Probably, the only reason why intel did it was to win the clock race. After they lost face when athlon beat them to the all-important 1000MHz barrier. I guess we will never know.
That's simply not true...I don't think you appreciate the amount of time it takes to bring a microprocessor from architecture specification to circuit design to the market. I know of a few grad students here that were involved in the P4 microarchitecture spec back in early '96, and the design certainly started in '95...at the time (in '96, certainly when the design goals of the microarchitecture were solidified), IIRC the Penitum MMX was at 200 MHz (maybe 166 MHz?) and AMD had the K5 at 90Mhz. In addition, the latest and greatest Pentium clearly had a large performance lead over every other x86 microprocessor. The K6 and the Athlon simply had no influence on the design of the Pentium 4 microarchitecture.
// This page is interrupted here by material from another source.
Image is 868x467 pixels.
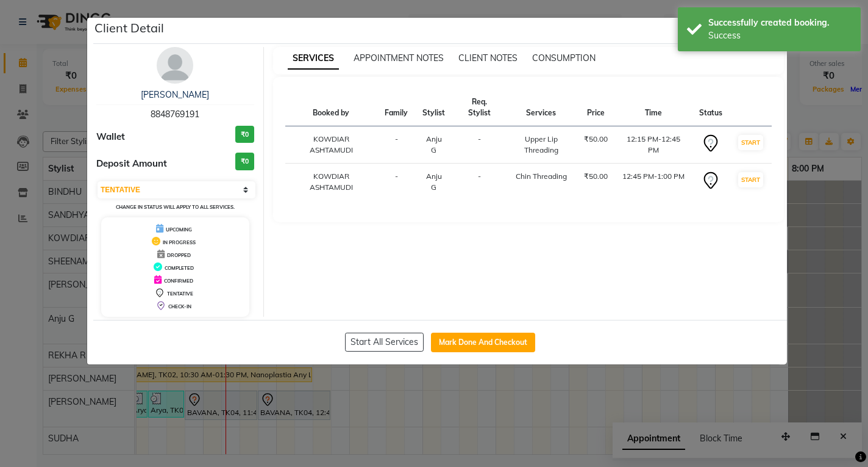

An implication of this is just speculation.
The reasoning behind pushing clock rate in the Pentium 4 was based on a focus on wire delays. In a simplistic view, when a circuit is shrunk with an improvement in lithography technology, transistor delays decrease with respect to the size of the circuit, but wire delays do not. Because of this aspect, wire delays increasingly dominate the delay in a circuit. To combat this tide (which the designers felt would hurt performance), a number of aspects designed to reduce wire delays were incorporated. A long pipeline allows for a better circuit layout and distribution of wire delays; the P4 pipeline allows for two stages that are devoted to propogating signals. The pipelined ALUs, smaller, low-latency L1D cache, and higher-latency complex operations relax their influence they have on the critical path in the microprocessor. There may be arguments against the design decisions that influenced the P4 core, but these
are the technical reasons that influenced the design. I'm sure that the marketing department was not upset about the end result of the P4 design, but it simply did not have an overriding influence on the engineers.
Many people seem to think that Intel first explored this high clock rate/lower ILP path with the P4. This is also simply not true. There have been other points in microprocessor design where new paradigms lead to high-clock rate designs. In the early 90's, microprocessors were beginning to explore dynamic (out-of-order) instruction scheduling and high-issue rates. But dynamic scheduling with high-issue rate has a nearly N^2 complexity relationship with the number of instructions N that are "looked at" each cycle. Early dynamic scheduled designs (MIPS R10000, IBM RS6000) had high IPC, but with the relative inexperience with the design paradigm, clock rate scalability was quite bad. The Alpha EV5 team, which stressed performance above all other factors (power, cost), decided on a simple, high-clock rate design. Where other microprocessors had out-of-order scheduling with 3- or 4-way instruction issue, the EV5 had static (in-order) scheduling with 2-way (integer) instruction issue. Through their architecture decisions as well as innovative circuit design, the EV5 was released at around 500 MHz; the second fastest microprocessor at its release was (IIRC) the 200 MHz HP PA 8000. Despite being clocked 2.5X faster, the EV5 was around 10-20% faster in SPECint, though no one argued otherwise that the EV5 was clearly (and continued to be) the highest-performing microprocessor.
Take another change, IBM's switch to a more automated design (rather than the higher-performing, yet more expensive full custom design) with the POWER4. IBM's reliance on automated design means that when all else is equal, their design will likely not be clocked as high as a full-custom microprocessor design. To combat some of this deficit, the POWER4 has a very long pipeline for a RISC/server class MPU; 14 stages vs. 7 stages on the Alpha EV6/EV7 and 8 stages on the Itanium 2. In addition, despite its higher instruction retire rate compared to many RISC server-class microprocessors, the POWER4's grouping restrictions leads to lower respective performance. In the end, the POWER4 reaches 1.3 GHz at 180nm, compared to 1.15 GHz (EV7) and 1 GHz (Itanium 2) on the same feature size. The POWER4 has a lower ILP, but one cannot deny that IBM's design decisions have lead to one of the highest-performance server microprocessors, as well as excellent compactness of its core that has led to its dual-core designs.
Somehow, I doubt that. If you dig out the benchmarks when the P4 1.4 was released, there were several applications where the P3 actually beat the P4. Running at lower clock speeds. How is it possible the the famed intel engineers didn't notice such a performance hit!!!
Make it a fair comparison. The P3 hit a wall at 1GHz at 180nm, whereas the P4 stopped at 2GHz on the same 180nm process technology. Searching through some SPEC results, the Pentium 3 1 GHz yields 462 in SPECint and 340 in SPECfp (base). The 2GHz P4 (Willamette) achieves 684 in SPECint and 745 in SPECfp, an increase in performance of 48% (SPECint) and 219% (SPECfp) on the same process technology. I don't see that as a mistake by the P4 engineers.